A Question of Holmes (Charlotte Holmes #4)(5)
It was best to chip away at those things we could control, now, than to run screaming from him after he touched me.
“Jamie, I’m sorry,” I said instantly. “I am. You know this has everything to do with me.”
“With the both of us,” he said, and reached out to touch my knee. “I’m fine with it. The green nail brush, huh? My favorite color’s blue.”
It was a very sad attempt at banter, but I beamed at him as though he were both Abbott and Costello. He wasn’t hurt. I was getting better at not hurting him. “That’s point one,” I said, affecting unaffectedness. “Points two through ten have to do with that ridiculous list your father made you as to how to deal with . . . me.”
Watson had the grace to wince. His father had given him a strange little journal into which he had compiled a list of suggestions for how to handle one’s Holmes (as though I were a small-breed dog or similar), drawing not only from Dr. Watson’s own accounts but also from his own efforts with my uncle Leander back when they’d been flatmates. This was absurd on many levels. Leander was very easy to live with. He hardly ever stalked around anymore with a pistol in his bathrobe pocket.
I knew about this journal because my Watson had written about it, and we shared our accounts with each other, warts and all.
This wart was particularly large.
“For instance,” I said, running the curtain through my fingers, “I seem to remember an item along the lines of ‘Do not allow Holmes to cook your dinner unless you have a taste for cold, unseasoned broth.’”
Watson coughed delicately. “Holmes. Have you ever made . . . anything?”
“I have made you at least four cups of tea.”
“In the last two years.”
“I dislike cold, unseasoned broth, and my uncle Leander is quite a . . . foodie”—I despised that word—“and your father has quite the talent for hyperbole. I can’t believe that Leander once made him clear, tasteless soup. I will make you no broth. Verbum sap.”
“Noted,” Watson said. “I’m not proud of that journal, you know. I’m not proud of a lot of things my father has done.”
James Watson had a habit of boosting his son from class to go listen to his police scanner in the Walmart parking lot. He was a bit of a rogue, a bit of a bad influence, a bit of a silly suburban dad. The last I’d heard, he’d been fighting with Jamie’s stepmom, Abigail, over his friendship with Leander. They’d been gallivanting about together like schoolboys, leaving Abigail to take care of her and James’s kids and the minutiae of their lives.
“You’re still not answering his calls,” I ventured.
Watson sighed. “They’ve split up. For good this time, I think. He keeps leaving me messages . . . I think he’s been spending time with my mom and Shelby in London.”
“Interesting,” I said. It made a certain kind of sense. Jamie’s parents had a reasonably good relationship for a divorced couple, and Grace Watson had just gone through the harrowing, absurd experience of being duped into marriage by a Moriarty. I imagined they were both feeling somewhat fragile right now.
“Ten-year-old me would have died and gone to heaven at, like, the suggestion that my parents might get back together. But now . . .” He shrugged a bit too forcefully. “I don’t care.”
I touched his knee, and he put his hand over mine, and said, “You know, these aren’t . . . unreasonable things to ask for. The things you’re asking for.”
“Compared to your parents?” I asked.
“Compared to anyone.”
Generally speaking, I had no real basis by which to judge relationships as reasonable or unreasonable. My family was composed of a number of odd, sad adding machines who lived in a lonely house on the sea. They weren’t precisely role models. And as for Watson—we’d smashed our friendship into bits and rebuilt it from the ground up. It resembled nothing, now, other than itself.
“Good,” I said, for lack of a better response. “Well, then, I also take issue with the idea that I don’t give you compliments. Your father claimed that I would give them to you every ‘two to three years.’”
Watson bit his lip again. He was going to do himself an injury.
I ticked them off on my fingers. “For someone who does not style it, you have very good hair. You are better at French than you think, though your written syntax is appalling. And you have developed an excellent right hook.”
“Thank you,” Watson said gravely.
“You’re welcome,” I said. “That should tide us over for at least the next six months.”
He leaned back in his chair with a rueful expression. “Is there anything else? I know you said that you’d put together, like, twenty-three pages of this stuff, but I was sort of hoping we could walk around the college—”
“I want to date you,” I said in a rush. “I want to, and I have no idea how to do it, even if I am behaving as myself. Whoever that is. And now I’ve picked up this case, and so often in the past we’ve played at being together to extract information that I’m not sure where that fake relationship begins and our real one ends. Or vice versa.” I fidgeted, then forced my hands to relax. “What’s worse is that pretending . . . it makes it easier. It lets me try out things that I might want to do for real, and there aren’t the same sort of stakes. Because the stakes are very high. It’s you.”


[Aim of the task]
Your task is to extract every entry that follows word for word while excluding the pictures.

(Data extracted from a collection)
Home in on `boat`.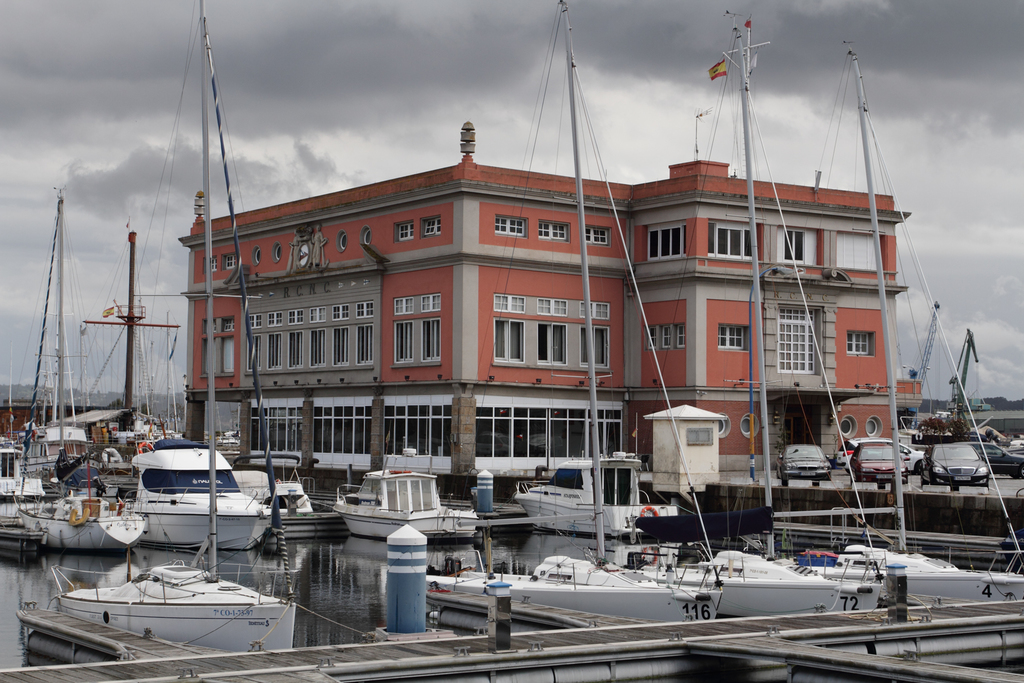
Homed in at rect(524, 448, 707, 535).
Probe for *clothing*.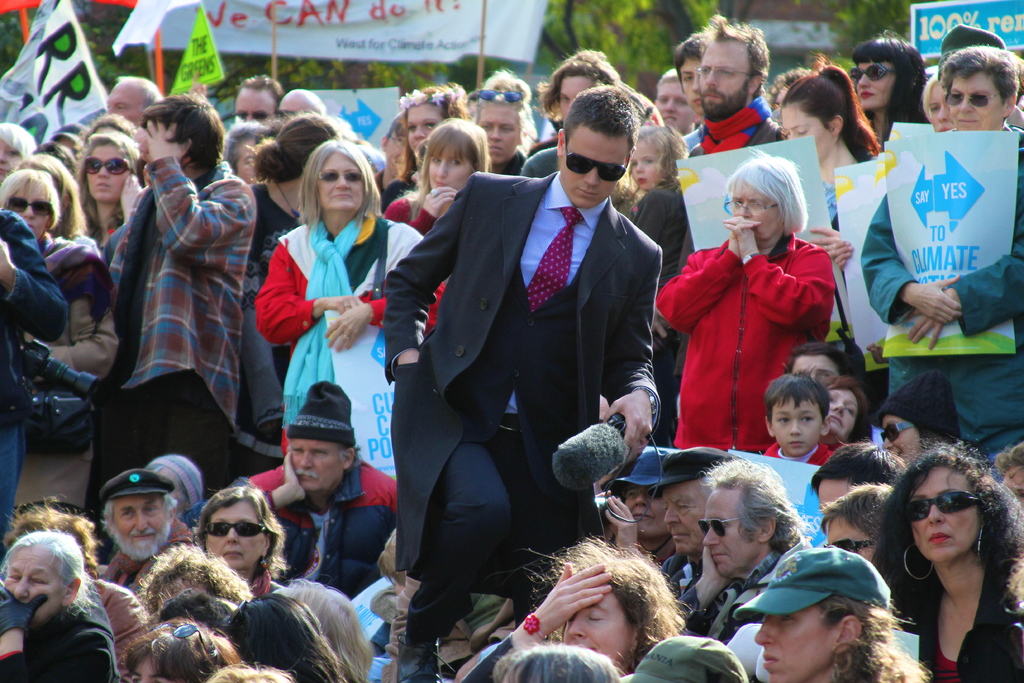
Probe result: [left=97, top=520, right=204, bottom=605].
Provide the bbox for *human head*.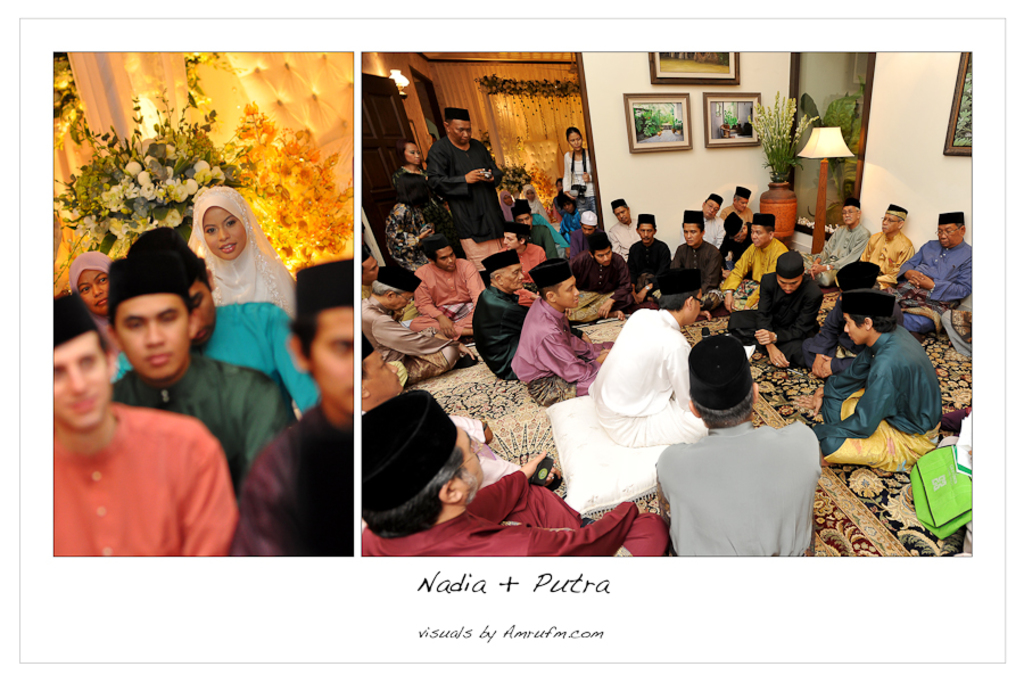
(660,268,709,328).
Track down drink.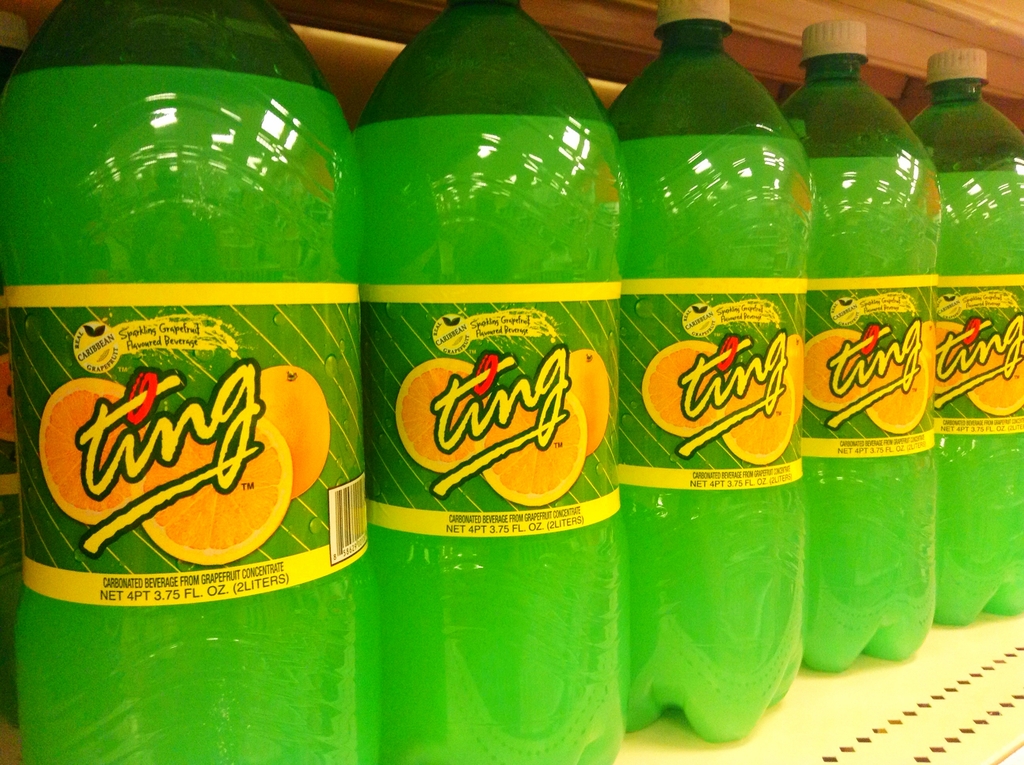
Tracked to detection(5, 0, 376, 762).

[Output of the exercise]
Home in on `boat`.
Homed in at rect(524, 448, 707, 535).
Probe for *clothing*.
Probe result: [left=97, top=520, right=204, bottom=605].
Provide the bbox for *human head*.
(660,268,709,328).
Track down drink.
Tracked to detection(5, 0, 376, 762).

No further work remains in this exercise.